(What needs to be done)
Within the records below is a range that opens at the line with "The width and height of the screenshot is (1863, 1048)." and closes at the line with "The width and height of the screenshot is (1913, 1076).". Return that range word for word, both ends included, and only that range.
*** Opening Material for this task ***
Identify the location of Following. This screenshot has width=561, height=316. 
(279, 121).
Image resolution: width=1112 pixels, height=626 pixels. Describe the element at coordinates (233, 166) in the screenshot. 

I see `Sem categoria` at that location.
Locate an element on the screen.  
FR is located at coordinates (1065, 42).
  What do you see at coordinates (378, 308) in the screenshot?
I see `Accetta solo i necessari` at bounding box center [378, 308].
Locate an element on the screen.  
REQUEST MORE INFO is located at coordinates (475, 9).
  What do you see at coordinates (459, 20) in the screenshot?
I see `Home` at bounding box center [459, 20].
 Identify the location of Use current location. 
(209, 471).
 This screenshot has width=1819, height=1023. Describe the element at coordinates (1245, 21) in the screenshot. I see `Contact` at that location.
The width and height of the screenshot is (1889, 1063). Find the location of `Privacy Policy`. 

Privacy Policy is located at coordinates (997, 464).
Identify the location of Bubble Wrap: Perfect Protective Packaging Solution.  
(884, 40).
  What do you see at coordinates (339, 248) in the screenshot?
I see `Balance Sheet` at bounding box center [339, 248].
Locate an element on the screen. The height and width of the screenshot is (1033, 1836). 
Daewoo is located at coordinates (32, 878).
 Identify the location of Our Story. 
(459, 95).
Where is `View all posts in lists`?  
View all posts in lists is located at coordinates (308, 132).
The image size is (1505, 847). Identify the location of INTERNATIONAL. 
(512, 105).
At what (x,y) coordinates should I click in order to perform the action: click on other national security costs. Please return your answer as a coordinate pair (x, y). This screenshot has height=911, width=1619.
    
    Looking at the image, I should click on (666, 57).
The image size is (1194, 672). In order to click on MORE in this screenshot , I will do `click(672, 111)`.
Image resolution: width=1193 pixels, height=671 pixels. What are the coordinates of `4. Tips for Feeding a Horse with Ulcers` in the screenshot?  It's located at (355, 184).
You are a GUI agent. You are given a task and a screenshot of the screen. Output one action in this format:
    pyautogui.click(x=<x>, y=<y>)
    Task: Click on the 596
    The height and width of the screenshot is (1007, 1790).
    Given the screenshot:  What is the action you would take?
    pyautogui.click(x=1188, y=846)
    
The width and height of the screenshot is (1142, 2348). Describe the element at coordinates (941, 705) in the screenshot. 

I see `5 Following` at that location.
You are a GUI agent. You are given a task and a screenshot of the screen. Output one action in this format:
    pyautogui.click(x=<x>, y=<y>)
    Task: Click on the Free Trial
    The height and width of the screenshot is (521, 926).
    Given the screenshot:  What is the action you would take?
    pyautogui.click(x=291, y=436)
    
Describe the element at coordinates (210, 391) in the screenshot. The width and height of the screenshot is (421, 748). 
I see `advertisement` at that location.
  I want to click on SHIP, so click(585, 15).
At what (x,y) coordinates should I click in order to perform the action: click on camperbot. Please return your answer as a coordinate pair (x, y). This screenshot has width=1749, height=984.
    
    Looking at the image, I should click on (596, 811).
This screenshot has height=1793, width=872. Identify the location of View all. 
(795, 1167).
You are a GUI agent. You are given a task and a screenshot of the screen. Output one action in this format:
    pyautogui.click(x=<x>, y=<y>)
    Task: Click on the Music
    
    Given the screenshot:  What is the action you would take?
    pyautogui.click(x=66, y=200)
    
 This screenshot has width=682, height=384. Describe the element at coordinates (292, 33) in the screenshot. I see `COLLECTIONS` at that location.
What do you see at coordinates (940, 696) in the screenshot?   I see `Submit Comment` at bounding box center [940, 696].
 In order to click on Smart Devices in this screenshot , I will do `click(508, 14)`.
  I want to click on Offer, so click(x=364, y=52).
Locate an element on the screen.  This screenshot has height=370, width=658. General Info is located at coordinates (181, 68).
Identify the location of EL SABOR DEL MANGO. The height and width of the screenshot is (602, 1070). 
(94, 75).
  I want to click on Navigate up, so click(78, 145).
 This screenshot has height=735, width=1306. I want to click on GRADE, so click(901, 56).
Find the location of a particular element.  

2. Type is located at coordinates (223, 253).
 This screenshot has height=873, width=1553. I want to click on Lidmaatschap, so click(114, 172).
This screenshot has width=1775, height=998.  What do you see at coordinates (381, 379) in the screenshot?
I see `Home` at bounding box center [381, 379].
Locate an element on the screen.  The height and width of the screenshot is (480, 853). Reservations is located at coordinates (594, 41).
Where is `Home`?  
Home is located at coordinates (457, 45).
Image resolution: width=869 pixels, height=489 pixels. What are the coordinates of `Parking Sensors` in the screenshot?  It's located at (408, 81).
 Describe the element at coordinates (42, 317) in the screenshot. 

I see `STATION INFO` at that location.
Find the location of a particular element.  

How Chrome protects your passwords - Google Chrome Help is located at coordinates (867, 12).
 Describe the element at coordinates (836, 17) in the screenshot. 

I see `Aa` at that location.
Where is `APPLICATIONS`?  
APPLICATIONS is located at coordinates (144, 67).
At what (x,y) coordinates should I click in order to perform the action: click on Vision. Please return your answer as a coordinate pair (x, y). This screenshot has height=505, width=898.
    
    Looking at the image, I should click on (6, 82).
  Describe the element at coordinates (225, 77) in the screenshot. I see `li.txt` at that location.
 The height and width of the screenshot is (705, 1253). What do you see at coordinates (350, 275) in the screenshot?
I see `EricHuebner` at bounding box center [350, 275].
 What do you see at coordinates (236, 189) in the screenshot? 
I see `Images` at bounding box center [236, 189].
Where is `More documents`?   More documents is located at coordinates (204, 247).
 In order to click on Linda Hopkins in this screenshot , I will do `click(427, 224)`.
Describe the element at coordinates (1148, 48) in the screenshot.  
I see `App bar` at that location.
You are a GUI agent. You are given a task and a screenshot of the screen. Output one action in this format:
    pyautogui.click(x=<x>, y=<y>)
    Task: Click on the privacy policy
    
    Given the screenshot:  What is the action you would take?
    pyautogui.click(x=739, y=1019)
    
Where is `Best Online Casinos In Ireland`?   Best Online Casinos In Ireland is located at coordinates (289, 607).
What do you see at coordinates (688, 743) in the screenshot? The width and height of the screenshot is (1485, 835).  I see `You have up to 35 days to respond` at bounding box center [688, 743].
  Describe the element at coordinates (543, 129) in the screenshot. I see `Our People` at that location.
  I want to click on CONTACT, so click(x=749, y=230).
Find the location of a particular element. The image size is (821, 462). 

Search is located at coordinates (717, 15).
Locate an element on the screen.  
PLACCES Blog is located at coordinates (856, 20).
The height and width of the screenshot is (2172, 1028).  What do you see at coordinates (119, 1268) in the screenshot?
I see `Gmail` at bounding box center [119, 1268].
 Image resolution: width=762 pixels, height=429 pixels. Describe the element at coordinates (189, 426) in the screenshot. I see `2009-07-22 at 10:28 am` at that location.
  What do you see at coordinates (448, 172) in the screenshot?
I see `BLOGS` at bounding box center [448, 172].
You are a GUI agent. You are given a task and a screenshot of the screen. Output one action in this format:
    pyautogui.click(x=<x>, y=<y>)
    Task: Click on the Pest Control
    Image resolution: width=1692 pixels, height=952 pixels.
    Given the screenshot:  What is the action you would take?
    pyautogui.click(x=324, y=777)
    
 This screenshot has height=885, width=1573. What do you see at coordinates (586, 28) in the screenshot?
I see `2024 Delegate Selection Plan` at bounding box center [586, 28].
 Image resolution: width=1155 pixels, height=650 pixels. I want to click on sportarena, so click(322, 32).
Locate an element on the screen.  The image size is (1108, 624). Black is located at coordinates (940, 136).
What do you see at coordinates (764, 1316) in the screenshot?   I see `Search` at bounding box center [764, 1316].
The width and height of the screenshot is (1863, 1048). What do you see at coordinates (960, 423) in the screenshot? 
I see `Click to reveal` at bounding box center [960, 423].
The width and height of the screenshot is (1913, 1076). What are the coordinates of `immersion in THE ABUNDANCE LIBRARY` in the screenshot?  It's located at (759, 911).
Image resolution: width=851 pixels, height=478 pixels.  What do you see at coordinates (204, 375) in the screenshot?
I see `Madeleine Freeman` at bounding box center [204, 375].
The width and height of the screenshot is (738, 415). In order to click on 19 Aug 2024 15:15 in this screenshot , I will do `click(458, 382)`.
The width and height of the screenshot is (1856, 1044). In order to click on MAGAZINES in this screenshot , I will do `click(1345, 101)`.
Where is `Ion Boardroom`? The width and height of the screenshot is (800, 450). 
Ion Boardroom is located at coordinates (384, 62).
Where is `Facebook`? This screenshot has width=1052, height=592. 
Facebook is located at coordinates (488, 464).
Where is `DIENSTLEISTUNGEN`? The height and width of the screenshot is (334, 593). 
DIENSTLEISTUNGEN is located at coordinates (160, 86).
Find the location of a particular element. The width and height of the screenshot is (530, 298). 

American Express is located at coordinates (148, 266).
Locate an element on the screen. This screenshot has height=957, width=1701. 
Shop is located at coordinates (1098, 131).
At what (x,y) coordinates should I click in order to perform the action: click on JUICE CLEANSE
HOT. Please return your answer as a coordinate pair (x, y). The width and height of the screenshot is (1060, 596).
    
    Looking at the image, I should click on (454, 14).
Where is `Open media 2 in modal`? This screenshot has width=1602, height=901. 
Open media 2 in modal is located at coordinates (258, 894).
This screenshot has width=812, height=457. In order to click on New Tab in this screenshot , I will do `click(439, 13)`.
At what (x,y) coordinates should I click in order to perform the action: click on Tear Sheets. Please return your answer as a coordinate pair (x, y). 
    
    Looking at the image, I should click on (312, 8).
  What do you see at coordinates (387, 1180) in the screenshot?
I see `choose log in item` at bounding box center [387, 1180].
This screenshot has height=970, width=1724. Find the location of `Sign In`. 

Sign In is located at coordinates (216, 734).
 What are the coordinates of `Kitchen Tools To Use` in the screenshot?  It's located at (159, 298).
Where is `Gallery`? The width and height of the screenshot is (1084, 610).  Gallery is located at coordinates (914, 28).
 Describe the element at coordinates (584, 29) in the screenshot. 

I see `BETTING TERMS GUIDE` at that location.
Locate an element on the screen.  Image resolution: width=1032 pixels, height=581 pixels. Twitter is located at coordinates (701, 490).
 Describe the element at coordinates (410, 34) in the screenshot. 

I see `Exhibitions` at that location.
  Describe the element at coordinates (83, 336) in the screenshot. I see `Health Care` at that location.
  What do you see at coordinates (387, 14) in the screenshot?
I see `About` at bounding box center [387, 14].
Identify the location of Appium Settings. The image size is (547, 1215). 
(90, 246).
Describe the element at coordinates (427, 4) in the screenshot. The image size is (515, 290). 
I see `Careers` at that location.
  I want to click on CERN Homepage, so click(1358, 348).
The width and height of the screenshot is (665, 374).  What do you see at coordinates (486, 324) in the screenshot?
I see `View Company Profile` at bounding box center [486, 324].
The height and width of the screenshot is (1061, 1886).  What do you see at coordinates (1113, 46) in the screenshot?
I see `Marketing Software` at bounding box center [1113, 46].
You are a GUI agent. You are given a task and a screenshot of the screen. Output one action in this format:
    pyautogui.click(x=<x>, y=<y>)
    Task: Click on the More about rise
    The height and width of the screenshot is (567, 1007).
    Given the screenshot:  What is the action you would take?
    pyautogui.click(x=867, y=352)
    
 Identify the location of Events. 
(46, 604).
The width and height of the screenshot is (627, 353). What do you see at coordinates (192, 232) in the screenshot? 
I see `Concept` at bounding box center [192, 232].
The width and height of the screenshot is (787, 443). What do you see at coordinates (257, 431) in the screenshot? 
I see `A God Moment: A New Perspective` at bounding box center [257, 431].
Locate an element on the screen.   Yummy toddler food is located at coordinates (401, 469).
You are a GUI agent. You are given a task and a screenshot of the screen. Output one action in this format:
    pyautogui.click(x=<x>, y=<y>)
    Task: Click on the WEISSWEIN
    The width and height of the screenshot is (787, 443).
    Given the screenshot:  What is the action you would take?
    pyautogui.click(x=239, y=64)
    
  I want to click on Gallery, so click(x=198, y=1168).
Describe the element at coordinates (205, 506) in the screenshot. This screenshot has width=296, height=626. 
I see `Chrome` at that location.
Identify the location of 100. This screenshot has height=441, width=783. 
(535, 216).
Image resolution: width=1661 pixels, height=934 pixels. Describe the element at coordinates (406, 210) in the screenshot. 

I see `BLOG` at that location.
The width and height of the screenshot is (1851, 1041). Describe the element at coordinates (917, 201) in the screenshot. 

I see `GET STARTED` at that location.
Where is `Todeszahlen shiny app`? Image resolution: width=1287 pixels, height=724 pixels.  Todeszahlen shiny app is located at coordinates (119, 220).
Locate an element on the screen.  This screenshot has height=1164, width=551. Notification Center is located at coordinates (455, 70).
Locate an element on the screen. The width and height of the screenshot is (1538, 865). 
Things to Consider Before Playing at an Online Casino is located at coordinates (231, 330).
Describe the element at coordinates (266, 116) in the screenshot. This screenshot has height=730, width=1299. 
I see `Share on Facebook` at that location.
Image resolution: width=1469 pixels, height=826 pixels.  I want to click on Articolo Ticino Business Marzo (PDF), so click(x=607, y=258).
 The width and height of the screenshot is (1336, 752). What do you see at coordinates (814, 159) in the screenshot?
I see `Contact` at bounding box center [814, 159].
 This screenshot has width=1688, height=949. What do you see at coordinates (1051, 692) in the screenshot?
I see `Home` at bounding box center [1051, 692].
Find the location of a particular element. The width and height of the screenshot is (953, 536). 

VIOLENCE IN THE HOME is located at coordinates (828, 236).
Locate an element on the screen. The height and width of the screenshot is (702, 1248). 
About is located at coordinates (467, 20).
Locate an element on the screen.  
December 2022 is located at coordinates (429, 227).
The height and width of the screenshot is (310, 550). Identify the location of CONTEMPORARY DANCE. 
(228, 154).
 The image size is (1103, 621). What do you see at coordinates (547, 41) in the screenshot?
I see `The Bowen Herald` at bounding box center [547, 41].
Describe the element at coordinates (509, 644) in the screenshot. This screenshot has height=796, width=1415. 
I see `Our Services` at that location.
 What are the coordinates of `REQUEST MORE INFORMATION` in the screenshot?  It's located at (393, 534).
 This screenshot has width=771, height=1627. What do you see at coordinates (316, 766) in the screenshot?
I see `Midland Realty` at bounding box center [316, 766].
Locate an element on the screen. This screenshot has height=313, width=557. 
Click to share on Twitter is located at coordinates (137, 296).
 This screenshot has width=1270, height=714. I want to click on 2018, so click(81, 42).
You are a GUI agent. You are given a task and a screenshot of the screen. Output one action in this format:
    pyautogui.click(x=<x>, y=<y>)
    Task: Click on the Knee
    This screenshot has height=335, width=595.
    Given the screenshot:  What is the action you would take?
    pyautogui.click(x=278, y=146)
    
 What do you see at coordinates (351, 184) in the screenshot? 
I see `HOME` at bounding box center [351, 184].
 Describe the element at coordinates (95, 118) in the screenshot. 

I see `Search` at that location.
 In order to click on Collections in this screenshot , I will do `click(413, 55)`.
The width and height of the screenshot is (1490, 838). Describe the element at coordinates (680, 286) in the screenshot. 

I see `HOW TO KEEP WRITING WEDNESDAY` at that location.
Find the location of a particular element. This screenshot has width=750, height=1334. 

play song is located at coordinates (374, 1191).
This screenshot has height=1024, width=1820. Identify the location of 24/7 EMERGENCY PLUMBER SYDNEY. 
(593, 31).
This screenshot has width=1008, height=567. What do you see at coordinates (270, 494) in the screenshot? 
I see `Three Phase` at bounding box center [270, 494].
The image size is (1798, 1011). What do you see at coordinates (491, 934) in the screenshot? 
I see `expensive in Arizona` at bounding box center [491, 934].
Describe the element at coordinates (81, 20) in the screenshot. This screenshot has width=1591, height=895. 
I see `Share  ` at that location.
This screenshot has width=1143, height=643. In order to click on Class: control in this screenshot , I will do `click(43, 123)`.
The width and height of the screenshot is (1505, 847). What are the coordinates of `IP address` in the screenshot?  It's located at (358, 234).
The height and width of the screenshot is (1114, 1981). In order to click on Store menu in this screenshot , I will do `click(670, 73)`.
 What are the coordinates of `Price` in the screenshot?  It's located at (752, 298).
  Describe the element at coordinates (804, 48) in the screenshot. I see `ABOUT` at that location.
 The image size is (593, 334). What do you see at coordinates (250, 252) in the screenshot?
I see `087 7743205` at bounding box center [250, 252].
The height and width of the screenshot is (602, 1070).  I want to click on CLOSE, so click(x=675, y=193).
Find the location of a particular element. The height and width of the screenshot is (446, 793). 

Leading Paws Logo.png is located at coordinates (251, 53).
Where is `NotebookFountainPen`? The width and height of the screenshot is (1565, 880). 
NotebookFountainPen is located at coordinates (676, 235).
*** Closing Material for this task ***
(Task response)
The width and height of the screenshot is (1863, 1048). What do you see at coordinates (960, 423) in the screenshot? 
I see `Click to reveal` at bounding box center [960, 423].
The width and height of the screenshot is (1913, 1076). What are the coordinates of `immersion in THE ABUNDANCE LIBRARY` in the screenshot?  It's located at (759, 911).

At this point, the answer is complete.